Tuition-Free Education
From, My Biased Coin we have an argument for a Tuition Free Harvard. While, this is a really great idea, I don’t think it goes far enough. I actually think that the goal of providing a reputable education at zero cost to the student can be accomplished.
Let’s first specialize the college to the field of financial engineering. An institution focusing on this field could easily be self-funding. The professors would split their time between running/creating financial models and teaching classes, while the more gifted or graduate students would be expected to help fund the university. The immediacy of hands-on work, and it’s importance to not only the institution but also to ones own salary would be an excellent motivator. Many of the graduate students would be highly sought after on Wall Street simply because of their experience and practical knowledge. All of this would lend to an enormous amount of prestige.
That prestige can then be leveraged to provide a highly competitive application process that would weed through the volumes of undergrad applicants looking for a free education (for a highly lucrative career). Unlike most universities, filtering out applications via grades and essays wouldn’t be enough. A formal, lengthy, and costly interview process would have to be followed, lest the real truth about elite colleges prematurely doom success.
After becoming self-sufficient the college could expand into other areas (mathematics, physics, bio, humanities, etc..) as budget allows. Even some of these areas could be formed as apprenticeships that fund their own departments. The Film majors would have to break-even financially, Art and Music majors required to exhibit their work and rake in profit through ticket sales, Mathematics can contract out to other departments, all fields can potentially benefit from directly encouraged entrepreneurialism.
Supposing that we can’t make a self-sufficient educational system, further funding can be acquired through a small 1–5% tax on the salaries of the recently graduated and employed, though such a policy obviously has major draw-backs, it might not be nearly as bad as student loans.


▶ **Work instructions**: Each line below must be written out exactly as shown.

▶ **Data for review**:
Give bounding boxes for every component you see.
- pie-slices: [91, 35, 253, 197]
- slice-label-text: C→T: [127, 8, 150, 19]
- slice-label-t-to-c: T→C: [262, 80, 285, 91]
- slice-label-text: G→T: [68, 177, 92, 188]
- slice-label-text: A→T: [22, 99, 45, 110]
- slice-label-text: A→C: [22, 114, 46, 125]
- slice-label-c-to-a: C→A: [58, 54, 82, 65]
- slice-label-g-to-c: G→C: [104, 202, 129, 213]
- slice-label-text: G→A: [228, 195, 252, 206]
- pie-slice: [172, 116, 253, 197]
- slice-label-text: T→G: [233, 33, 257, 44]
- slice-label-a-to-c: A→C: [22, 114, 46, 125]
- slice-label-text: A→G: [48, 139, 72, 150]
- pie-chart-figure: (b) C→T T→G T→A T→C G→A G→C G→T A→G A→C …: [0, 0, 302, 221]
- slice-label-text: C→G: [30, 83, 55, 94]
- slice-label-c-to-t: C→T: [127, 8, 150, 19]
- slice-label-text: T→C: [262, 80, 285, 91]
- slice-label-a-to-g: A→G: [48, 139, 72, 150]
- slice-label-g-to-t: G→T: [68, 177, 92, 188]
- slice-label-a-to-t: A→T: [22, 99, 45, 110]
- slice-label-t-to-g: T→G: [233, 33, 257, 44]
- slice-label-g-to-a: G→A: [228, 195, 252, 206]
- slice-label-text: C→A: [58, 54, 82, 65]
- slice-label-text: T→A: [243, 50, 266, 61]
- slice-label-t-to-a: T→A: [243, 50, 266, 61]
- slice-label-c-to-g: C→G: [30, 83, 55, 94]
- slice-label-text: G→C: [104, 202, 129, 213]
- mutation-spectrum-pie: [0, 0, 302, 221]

▶ **Completed task**:
Give bounding boxes for every component you see.
- pie-slices: [91, 35, 253, 197]
- slice-label-text: C→T: [127, 8, 150, 19]
- slice-label-t-to-c: T→C: [262, 80, 285, 91]
- slice-label-text: G→T: [68, 177, 92, 188]
- slice-label-text: A→T: [22, 99, 45, 110]
- slice-label-text: A→C: [22, 114, 46, 125]
- slice-label-c-to-a: C→A: [58, 54, 82, 65]
- slice-label-g-to-c: G→C: [104, 202, 129, 213]
- slice-label-text: G→A: [228, 195, 252, 206]
- pie-slice: [172, 116, 253, 197]
- slice-label-text: T→G: [233, 33, 257, 44]
- slice-label-a-to-c: A→C: [22, 114, 46, 125]
- slice-label-text: A→G: [48, 139, 72, 150]
- pie-chart-figure: (b) C→T T→G T→A T→C G→A G→C G→T A→G A→C …: [0, 0, 302, 221]
- slice-label-text: C→G: [30, 83, 55, 94]
- slice-label-c-to-t: C→T: [127, 8, 150, 19]
- slice-label-text: T→C: [262, 80, 285, 91]
- slice-label-a-to-g: A→G: [48, 139, 72, 150]
- slice-label-g-to-t: G→T: [68, 177, 92, 188]
- slice-label-a-to-t: A→T: [22, 99, 45, 110]
- slice-label-t-to-g: T→G: [233, 33, 257, 44]
- slice-label-g-to-a: G→A: [228, 195, 252, 206]
- slice-label-text: C→A: [58, 54, 82, 65]
- slice-label-text: T→A: [243, 50, 266, 61]
- slice-label-t-to-a: T→A: [243, 50, 266, 61]
- slice-label-c-to-g: C→G: [30, 83, 55, 94]
- slice-label-text: G→C: [104, 202, 129, 213]
- mutation-spectrum-pie: [0, 0, 302, 221]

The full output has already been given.